Anton van Straaten wrote:
> Thomas Lord wrote:
>> This design decision rebels against industry best practices, for no 
>> good reason.   
>
> Which best practices are you referring to?  The reason I ask is that 
> it sounds as though you're suggesting using URIs as library names in 
> the source code of programs, but most languages don't do that.

Most do not, true, but then most designs for library names pre-date the 
definition of the URI namespace and/or the recognition of its 
importance.  A variety of recent languages all do use URIs as module 
names:  XSLT, XML Schema, XQuery, and HTML for example.


The rationale takes special pains, elsewhere, to consider external 
serialization needs in the design of library syntax.   That is the 
rationale for a delimited (by parentheses) library syntax.    
Serialization considerations also apply to library names.   The URI 
standards address all of the requirements offered for library names,  
have a principled, clean design, and are already handled by many 
computing systems.   They are, of course, designed with serialization 
concerns as one of the primary goals.   I see no reason to not use them 
unless that reason is "Not Invented Here."



>
> Particularly in the case of Scheme, there are real benefits to having 
> library names be easily readable by Scheme programs, without requiring 
> that those programs parse what amounts to a foreign serialization format.
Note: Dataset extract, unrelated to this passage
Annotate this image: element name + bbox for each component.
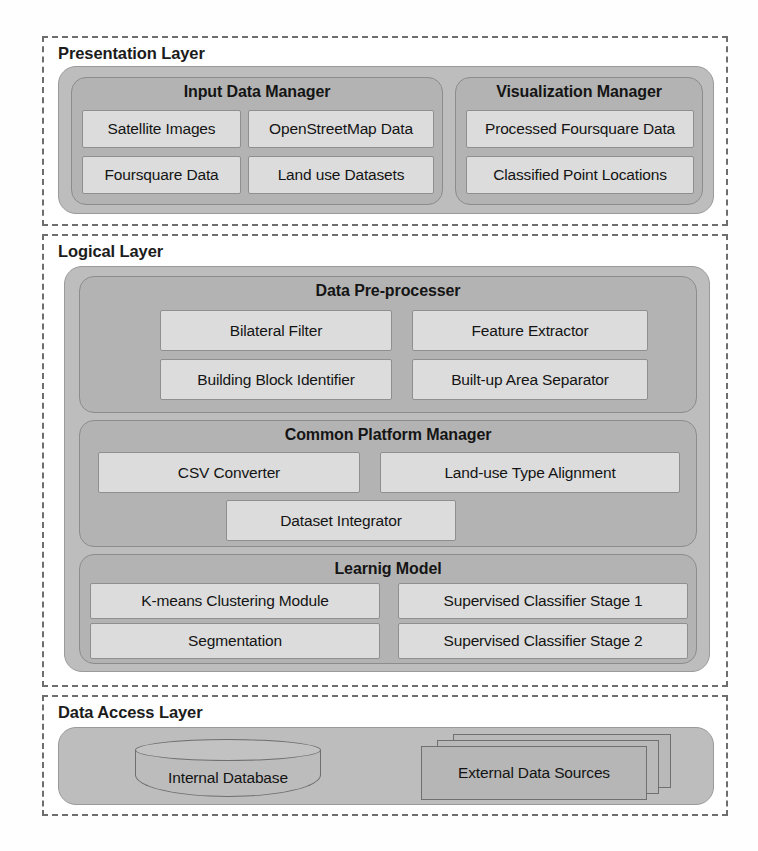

If library names are URIs then it will no longer be a foreign format, 
will it?    And, more to the point, on the issue of version numbers, the 
rationale fails to persuade that implementations must *parse* library 
names at all (rather than treating them as atomic identifiers).    
(Parsing of some sort is surely needed to map library names into file 
names, and so forth -- but such parsing is likely to be highly 
idiosyncratic to each implementation.)



>
> Note that the 5.91 draft did specify library names as URIs, but 
> objections were raised about this, which the editors "became convinced 
> by."  It might be worth reviewing the list archives to see some of 
> those objections, to avoid unnecessary repetition.
>

Well, some repetition is inherent in the objective of my top-level "on 
rationale X.Y ...." posts.    I do mean to (or mean to not) re-open old 
arguments -- only to summarize certain objections that I do not think 
have been sufficiently addressed in previous discussions.



> That's not to say that there aren't some valid issues here that are 
> not addressed by R6RS.  However, many of those issues are really 
> outside the scope of the normative part of R6RS.  Note that the 
> non-normative appendices include some recommendations about mapping of 
> library names to resources, although they are not comprehensive.
>

Just speaking informally, as we chat:  I think that we can an should be 
a lot more aggressive about formalizing those issues you are calling 
"outside the scope".     We might formally define an "execution 
environment" as a thing which (in part) contains a bag of named 
libraries, with the invariant that no two libraries in the bag have the 
same name.    We can then formally say what it means run a program in 
that environment, given only knowledge of the source texts of the 
libraries and top-level programs it contains.   My instinct is that that 
would help implementors converge on a very robust kind of portability in 
this way:   Implementations would still have to have their own ad-hoc 
ways to map library names into file systems and so forth, but this 
formalization of an "execution environment" would give that mapping 
problem a very definite target which, if hit, would mean that "bundles" 
of scheme code (a bag of libraries and top-level programs) would have a 
deterministic semantics that is true for every conforming implementation 
and system configuration.   Such deterministic semantics are rare and 
precious in real-world programming language definitions and they are 
skyrocketing in economic importance as computing platforms become 
increasingly commoditized and demand for low-transaction costs in 
instantiating new computing systems correspondingly grows.

This is not a small point, I hope you'll agree.   Right now, as we write 
to one another, there is a huge amount of economic activity around (in 
the broadest sense) "virtualization" of computing systems.   The overall 
goals is that "system images" which specify the behavior of a computing 
system should be commodities, and that platform cycles, storage, and 
bandwidth to run images should be fungible.    So, we're moving from a 
world of the "stored program" to a more general world of the "commodity 
system image".

Java is an example of a language which has done a good job of leveraging 
its language definition to build notations for commodity system 
images.   That is to say that conservatively coded bundles of Java 
source code files have a sufficiently well defined semantics that they 
can be exchanged as commodities and executed on generic, virtual, 
fungible platforms (e.g., commodity grids).